Friday, July 06, 2012

Print vs. eBooks: Deck chairs on the Titanic?

Earlier today, I wrote about a panel on eBook collection development at this year's American Library Association annual conference. You can read the post, or the original article, for more information, but I found a couple of points very interesting (or scary, depending on your perspective):
  • The King County Library System has increased its eBook budget by 60% in each of the last three years, but the library's overall budget has been flat. To get the money for more eBooks, the library has cut its reference subscription database budget in half.
  • The Free Library of Philadelphia is trying to expand its eBook collection, even while the library's budget for materials was recently cut by 50%.
Libraries throughout the U.S. are lucky if their budgets have been flat; most have had big cuts to their budgets, even while demand for eBooks grows. To fulfill that demand, libraries are cannibalizing their budgets for print books and online content. Heavy book buyers are purchasing more eBooks, because they're less expensive than print, but moderate book buyers appear to simply be substituting eBooks for print equally, and light book buyers are only just starting to buy eBooks. It's highly doubtful that they'll do anything more than substitute eBooks for print.

So, where does that leave publishers? Book sales in general have been declining for years, and print sales are declining faster than eBook sales are growing. Luckily, the problem isn't as serious as the decline in home video sales for movie studios, or the decline in music sales at record companies. In addition, publishers are capturing most of the revenue shift from print to eBooks, while home video revenues are shifting to companies like Netflix and Redbox, and record companies are still fighting a high rate of piracy. However, that's putting the best possible spin on a very bad situation.

eBooks aren't going to save the book publishing industry. In fact, the only thing that can is a reversal in the industry's long-term secular decline trend, and there's precious little effort being put into that.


| TASK DESCRIPTION |
Lift out, unaltered, the lines of the material below between the line holding "You are a GUI" and the line holding "The width and height of the screenshot is (1390, 699).", counting both.

| MATERIAL PROVIDED |
################
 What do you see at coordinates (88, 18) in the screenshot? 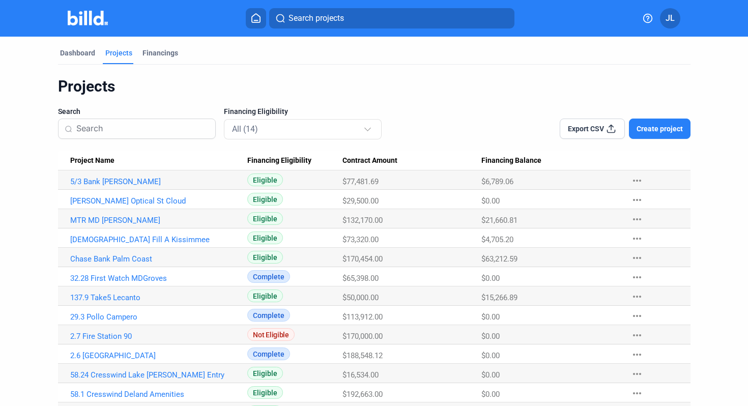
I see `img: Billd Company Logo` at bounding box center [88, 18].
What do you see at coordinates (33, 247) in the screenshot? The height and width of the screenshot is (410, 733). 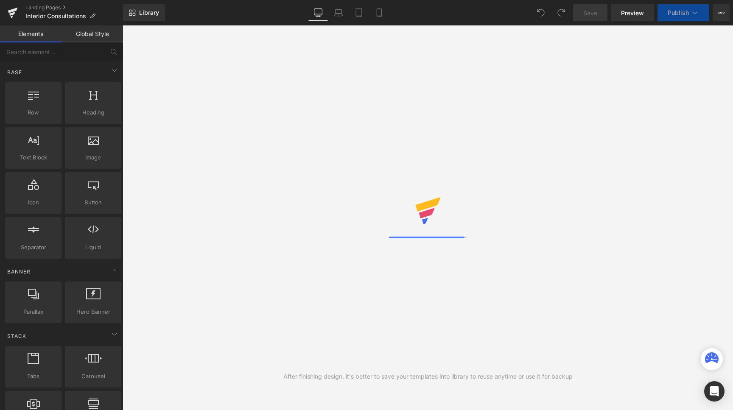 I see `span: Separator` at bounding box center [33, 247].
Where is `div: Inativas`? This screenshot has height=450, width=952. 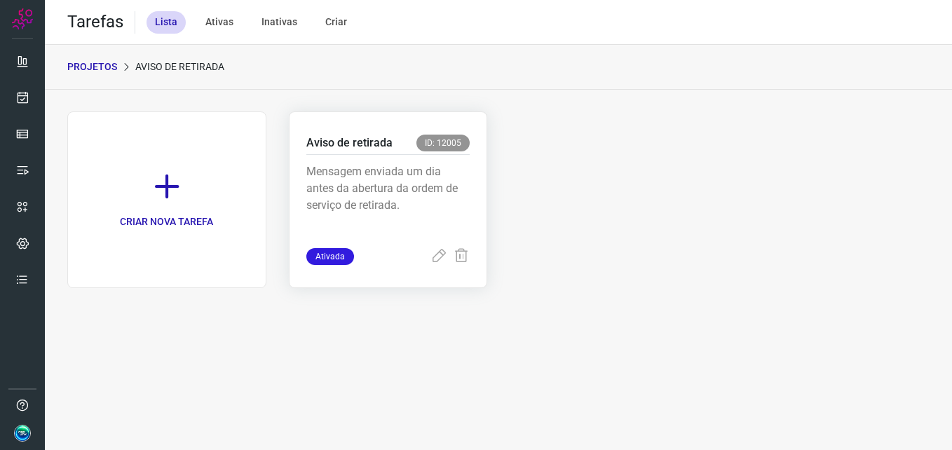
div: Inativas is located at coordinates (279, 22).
################
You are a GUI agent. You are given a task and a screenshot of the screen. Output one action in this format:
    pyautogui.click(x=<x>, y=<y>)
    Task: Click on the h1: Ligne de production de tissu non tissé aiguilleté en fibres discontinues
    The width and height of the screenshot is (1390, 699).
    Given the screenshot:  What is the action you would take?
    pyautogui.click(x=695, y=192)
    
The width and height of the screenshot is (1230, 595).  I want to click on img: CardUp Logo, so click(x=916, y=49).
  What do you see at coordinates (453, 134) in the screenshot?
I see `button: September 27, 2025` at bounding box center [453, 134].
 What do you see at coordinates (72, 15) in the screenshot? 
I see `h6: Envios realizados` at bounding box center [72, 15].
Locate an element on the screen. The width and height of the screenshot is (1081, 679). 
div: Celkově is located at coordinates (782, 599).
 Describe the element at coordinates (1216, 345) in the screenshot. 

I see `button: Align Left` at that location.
################
| ANSWER TO THIS EXERCISE |
You are a GUI agent. You are given a task and a screenshot of the screen. Output one action in this format:
    pyautogui.click(x=<x>, y=<y>)
    Task: Click on the h1: Ligne de production de tissu non tissé aiguilleté en fibres discontinues
    The width and height of the screenshot is (1390, 699).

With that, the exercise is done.